Thursday, April 19, 2007

May Jewish & gentile Catholics celebrate Seder Meals?

Robert Sungenis thinks not. If you visit his Catholic Apologetics International website, you will find not only his critique of the Jewish Catholic convert, Roy Schoeman, but at least five links to articles and discussions on whether Jewish traditions and customs under the Old Covenant (like the Seder Meal) have any abiding validity and worth for Catholics, and still more links on the question of the relationship between the two covenants.

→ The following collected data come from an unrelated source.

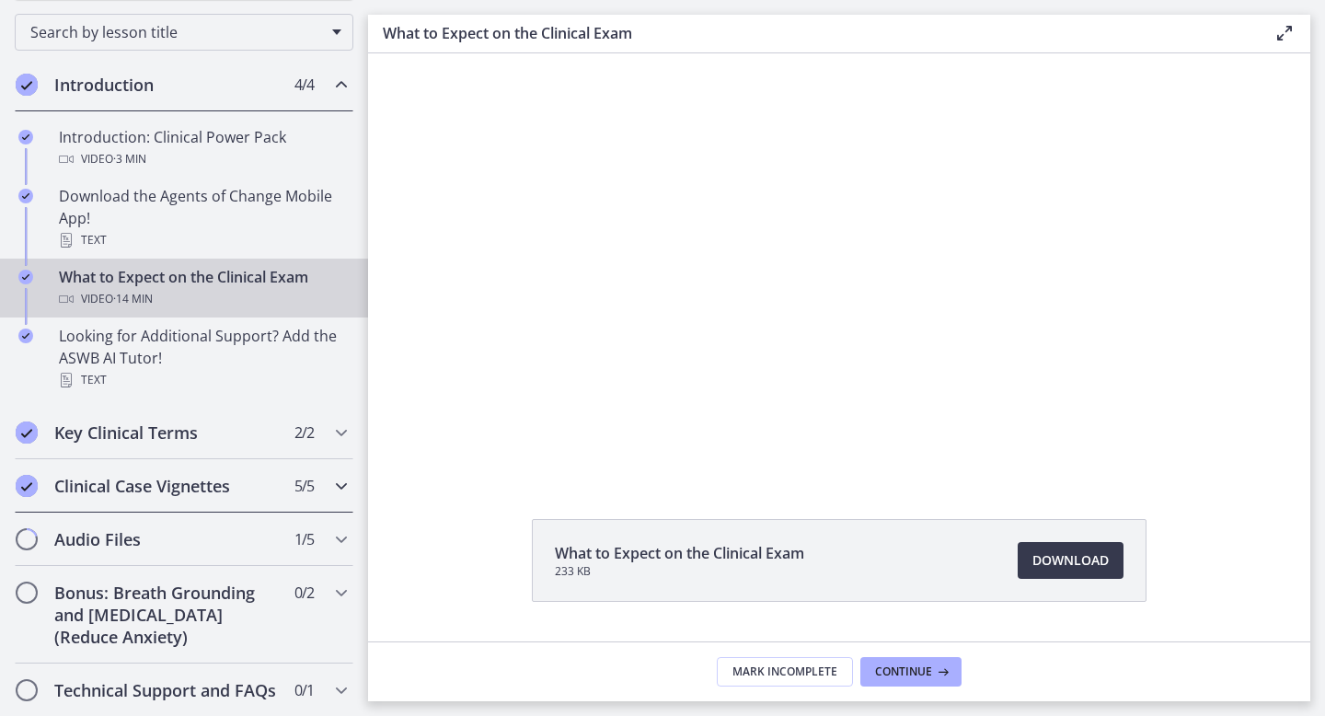 The height and width of the screenshot is (716, 1325). Describe the element at coordinates (679, 571) in the screenshot. I see `span: 233 KB` at that location.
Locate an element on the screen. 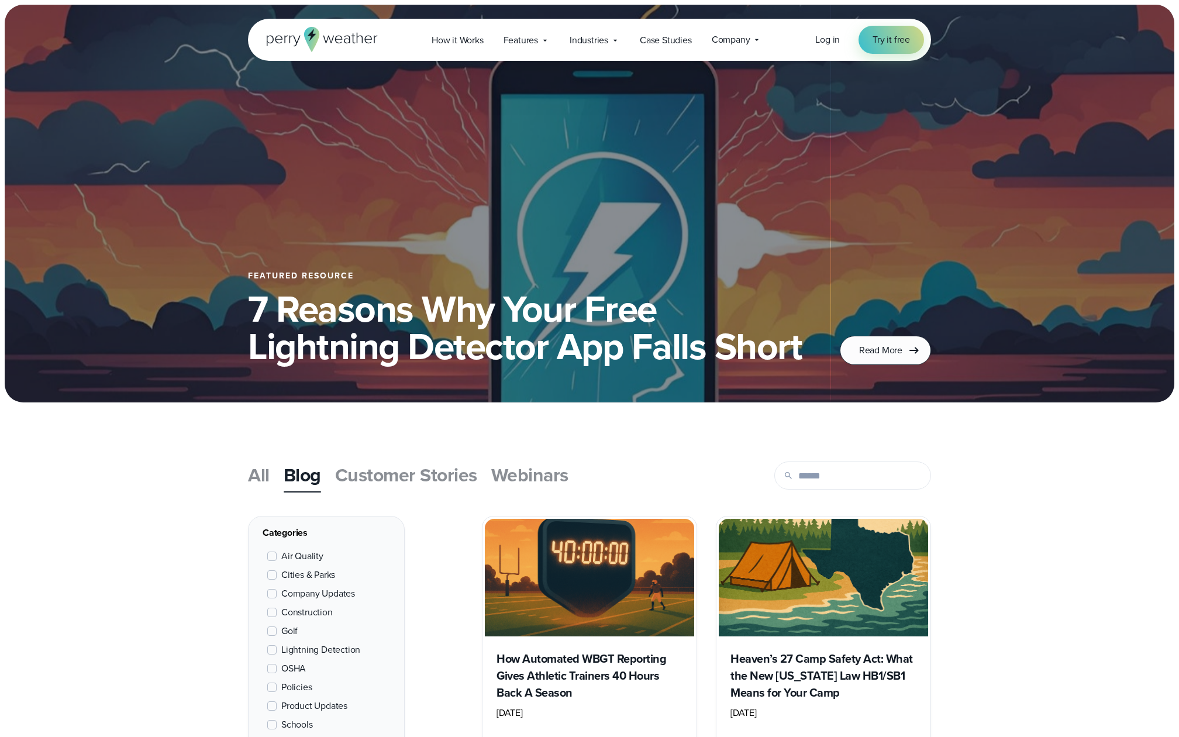 This screenshot has width=1179, height=737. span: Air Quality is located at coordinates (302, 556).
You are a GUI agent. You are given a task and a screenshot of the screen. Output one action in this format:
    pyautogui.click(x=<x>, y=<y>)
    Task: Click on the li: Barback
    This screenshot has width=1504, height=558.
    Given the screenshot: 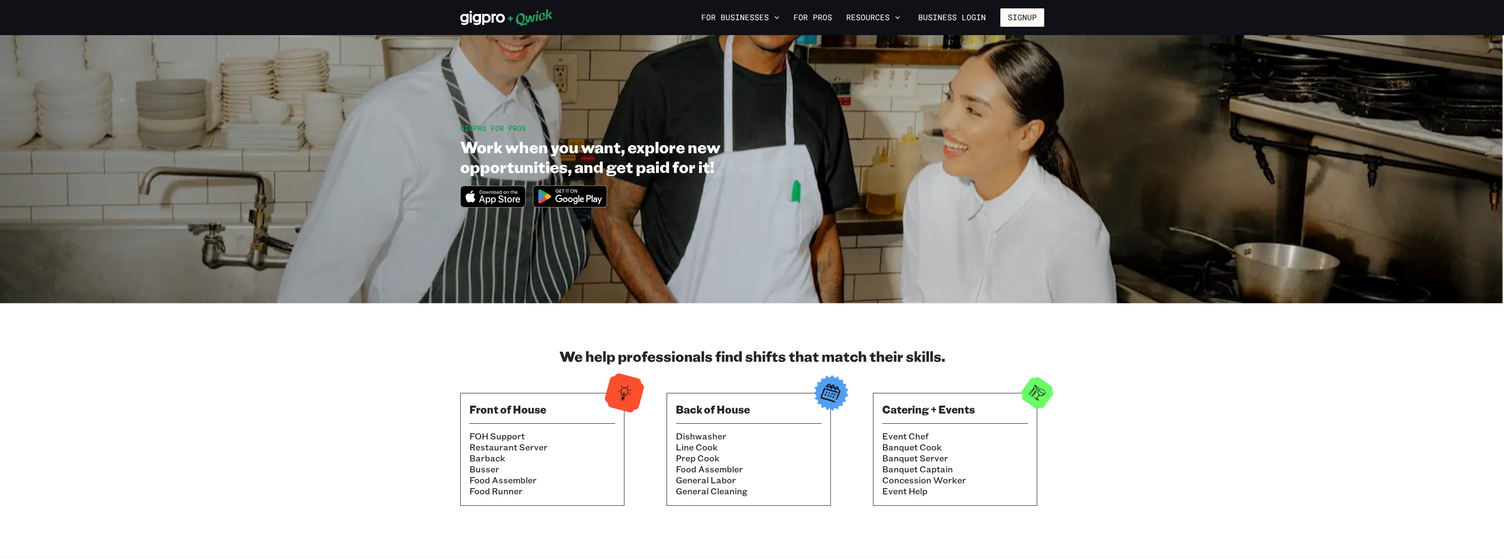 What is the action you would take?
    pyautogui.click(x=542, y=458)
    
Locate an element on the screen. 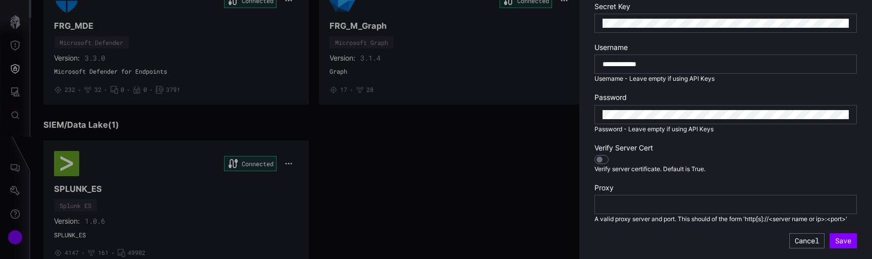  span: Password - Leave empty if using API Keys is located at coordinates (654, 129).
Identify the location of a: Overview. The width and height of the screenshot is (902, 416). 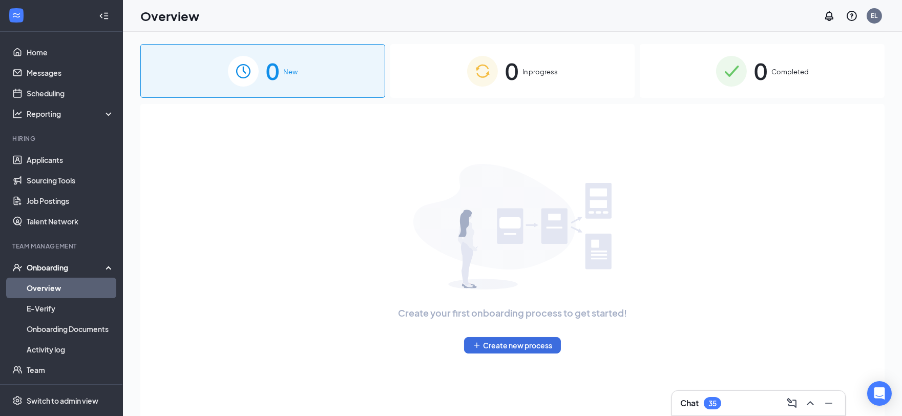
(70, 288).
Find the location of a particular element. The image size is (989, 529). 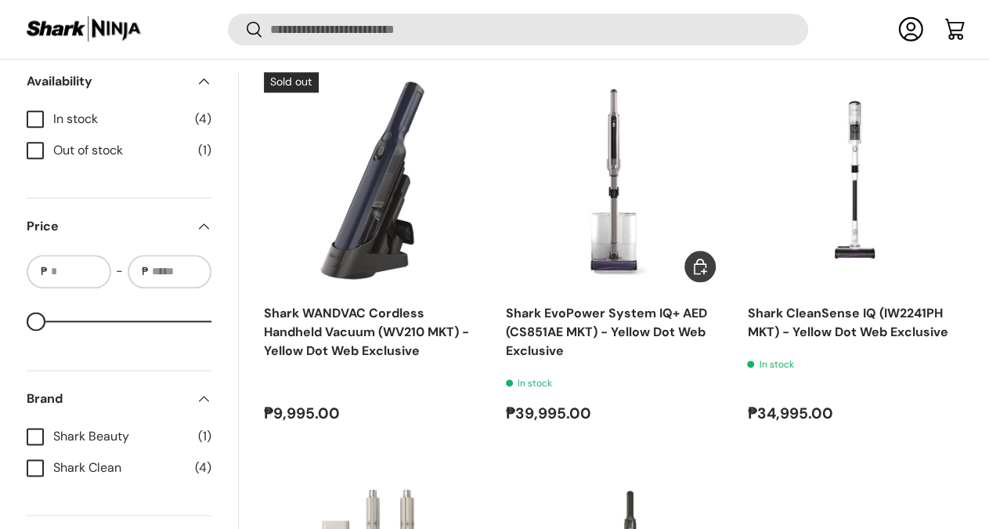

a: Shark Ninja Philippines is located at coordinates (84, 29).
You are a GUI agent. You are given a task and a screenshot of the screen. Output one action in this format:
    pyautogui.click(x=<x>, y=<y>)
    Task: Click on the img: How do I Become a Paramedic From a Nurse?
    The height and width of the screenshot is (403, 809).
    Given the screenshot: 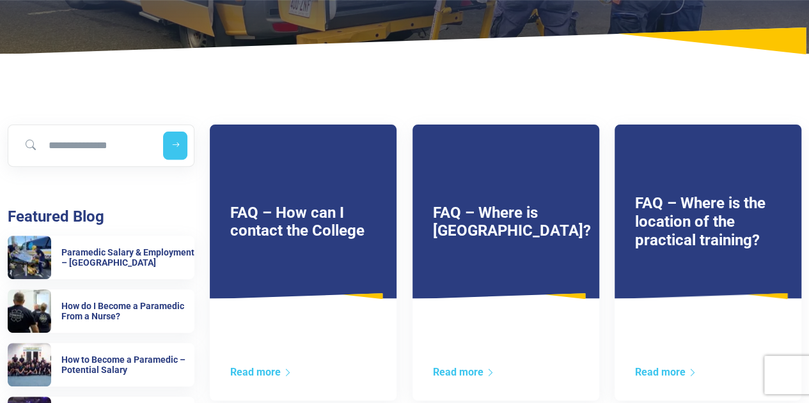 What is the action you would take?
    pyautogui.click(x=29, y=311)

The latest response to these statements is by Ben Douglass, a former associate of Sungenis, who takes issue with him in "A Last Response from Douglasstein" (Pugio Fidei, april 17, 2007). Among other things, he cites the following words of Pope Benedict XIV (fourteenth, not sixteenth) from his Ex Quo Prium (On the Euchologion):
If a man should perform acts for a different end and purpose (even with the intention of worship and as religious ceremonies), not in the spirit of that Law nor on the basis of it, but either from personal decision, from human custom, or on the instruction of the Church, he would not sin, nor could he be said to judaize. So when a man does something in the Church which resembles the ceremonies of the old Law, he must not always be said to judaize. [Ex Quo, 67]
He also takes issue with Sungenis' attempt (Q & A April 2007) to deflect the import of the following (related) words from Ex Quo Prium:
But others remarked wisely that some, surely, of the ceremonial rites of the old Law could be observed under the new Law if only they were not done as obligations of the old Law, which was abrogated, but as a custom, or lawful tradition, or as a new precept issued by one enjoying the recognized and competent authority to make laws and to enforce them, as Vasquez observes (vol. 3, in the 3rd part of the Summa, disp. 210, quest. 80, art. 7). [Ex Quo, 74]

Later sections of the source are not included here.